Third, it would maintain revocable frames. Rules would have activation and termination conditions. “Explore freely” would stop applying once the deliverable is published. “Cleanup is harmless” would stop applying once verified outputs are protected. “A local smoke test is enough” would stop applying when the evaluator contract names an external endpoint.

Fourth, it would monitor trace dynamics. Repeated verification, repeated retries, shallow checks, and repeated failures against the same error signature would be recognised as process events, not merely more context.

Fifth, it would expose shared budgets. Components would know that memory retrieval, middleware warnings, verification calls, planning, and tool use all draw from the same finite step, token, and latency budget. The agent would reason about marginal value of computation, not merely whether another check is locally defensible.

Sixth, it would update at session speed. The system needs something analogous to fast episodic learning: a way to learn from the current task without conflating that session-specific evidence with stable model priors. The point is not to copy hippocampal machinery. The point is to separate slow priors, fast session state, and live tool evidence.

A useful operational test would be to ask the agent not merely, “Is this code correct?”, but:

“What is your current confidence, which evidence is load-bearing, how stale is that evidence, what would change your mind, and what rule would you violate if you acted now?”

A static-text agent can answer that fluently. A dynamic-processing agent could answer it because it has the underlying state to compute the answer.

That difference is what measurement should expose.

Why this will be slow to fix

The incentive structure is not favourable.

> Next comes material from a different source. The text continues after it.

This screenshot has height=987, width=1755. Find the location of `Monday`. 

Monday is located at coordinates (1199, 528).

Outer-loop systems are easier to publish because they improve aggregate scores. Environment scaling, harness evolution, and optimiser design produce visible benchmark gains. Inner-loop epistemic calibration is harder. It requires labelled opportunities, multi-rater coding, interference conditions, trace-position analysis, reruns across providers, and failure taxonomies that are not easily reducible to a leaderboard.

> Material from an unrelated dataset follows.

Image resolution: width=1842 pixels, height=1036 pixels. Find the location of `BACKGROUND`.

There is also a product incentive problem. Users notice when an agent completes more tasks. They notice less clearly when a system becomes better calibrated about revocation, provenance, or marginal value of another verification pass. Reliability improvements often look like nothing happening: the agent does not delete the file, does not chase the proxy validator, does not re-check completion for another forty steps.

But “nothing bad happened” is what reliable systems are supposed to produce.

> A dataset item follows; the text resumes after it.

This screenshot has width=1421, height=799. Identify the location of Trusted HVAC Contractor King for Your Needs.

The verification spiral is not an obscure edge case. It is the signature failure of a system that has acted successfully in the world but cannot preserve the meaning of that success as the trace continues.

The task is done. The agent cannot keep done as a stable fact.

The research question now

The field does not need another vague call for “more robust agents”. It needs a sharper target.

What is the smallest set of inference-time architectural changes that makes the deployed agent behave more like the Meta-Harness proposer?

Not in surface style. In epistemic function.

Can the runtime agent inspect its own history selectively rather than drowning in it? Can it distinguish a real evaluator contract from a proxy check? Can it mark a deliverable as published? Can it notice that it is in a verification loop? Can it revise a rule after phase change? Can it resist salient but invalid requests? Can its components share a budget? Can it report confidence in a way that is calibrated to actual success?

And, most importantly, does it pass rule-opportunity reliability?

Current agent engineering has discovered dynamic processing, but mostly outside the agent. The harness sees the trace. The middleware sees the command pattern. The verifier sees the contract. The memory system sees prior experience. The outer-loop proposer sees the failure distribution. The deployed model sees text.

The unresolved question is whether enough training can make that text-only interface behave like shared dynamic state. Probe-conditional rule-opportunity reliability is how to find out.

The slow loop is getting smart.

The fast loop still needs to wake up.